First... Gmvault is an excellent program. I am using it on Windows 7 x64. It's fast and solid.
So, I was curious about the 19 digit filename of EML files.
e.g. 1448236294136020484.EML
Each EML file has a companion .META file.
In that file will be the same filename number labeled as gm_id
e.g. "gm_id": 1448236294136020484
No luck googling "gm_id"
So I compared several EML filename numbers each a year apart.
I found that the 19 digit numbers are Epoch timestamps at a very high resolution.
The resolution is 2**20 * 1000 = 1,048,576,000 counts/sec
Given one of the 19 digit numbers divide by 1,048,576,000 and then do the normal Epoch conversion.
e.g. 1448236294136020484 an e-mail from Mon, 07 Oct 2013 04:35:57 -0700 (PDT)
1448236294136020484 / 1,048,576,000 = 1,381,145,757 ignoring the fractional part
Using Perl to convert ... perl -e "print scalar(localtime(1381145757))"
Mon Oct 7 07:35:57 2013
that's for Eastern Daylight Saving
An older e-mail ... 1323683120380853806 an e-mail from Fri, 01 Jan 2010 08:16:35 -0800 (PST)
convert in one step perl -e "print scalar(localtime(1323683120380853806 / 1048576000))"
Fri Jan 1 11:16:34 2010
By the way I found a very good website about Epoch conversions.
It has a calculator to do one conversion and examples of how to do
conversions in many different languages.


TASK REQUIREMENTS: Please count the lines in the data below that hold the word "JSON", and give only the number.

┌──

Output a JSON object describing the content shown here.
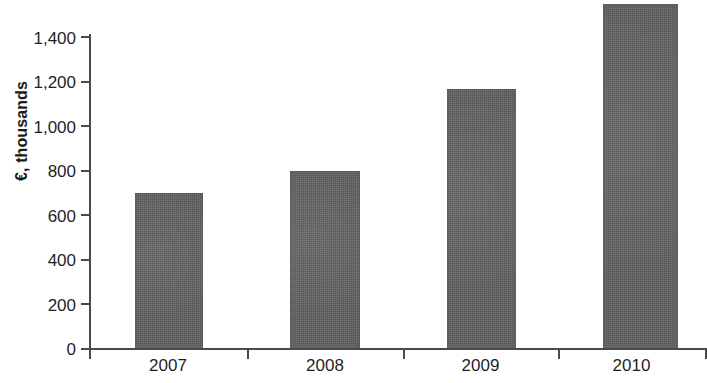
{
  "chart_data": {
    "type": "bar",
    "title": "",
    "subtitle": "",
    "xlabel": "",
    "ylabel": "€, thousands",
    "categories": [
      "2007",
      "2008",
      "2009",
      "2010"
    ],
    "values": [
      700,
      795,
      1165,
      1545
    ],
    "series": [
      {
        "name": "",
        "values": [
          700,
          795,
          1165,
          1545
        ]
      }
    ],
    "ylim": [
      0,
      1545
    ],
    "y_ticks": [
      0,
      200,
      400,
      600,
      800,
      1000,
      1200,
      1400
    ],
    "y_tick_labels": [
      "0",
      "200",
      "400",
      "600",
      "800",
      "1,000",
      "1,200",
      "1,400"
    ],
    "grid": false,
    "legend": false,
    "legend_position": "none",
    "bar_color": "#636363",
    "axis_color": "#4a4a4a",
    "text_color": "#1f1f1f",
    "background_color": "#ffffff"
  }
}
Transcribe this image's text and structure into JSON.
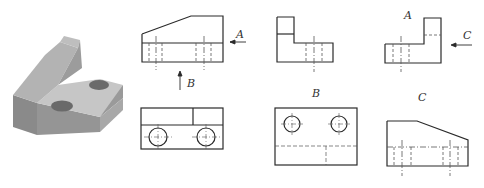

└──

FINAL ANSWER: 2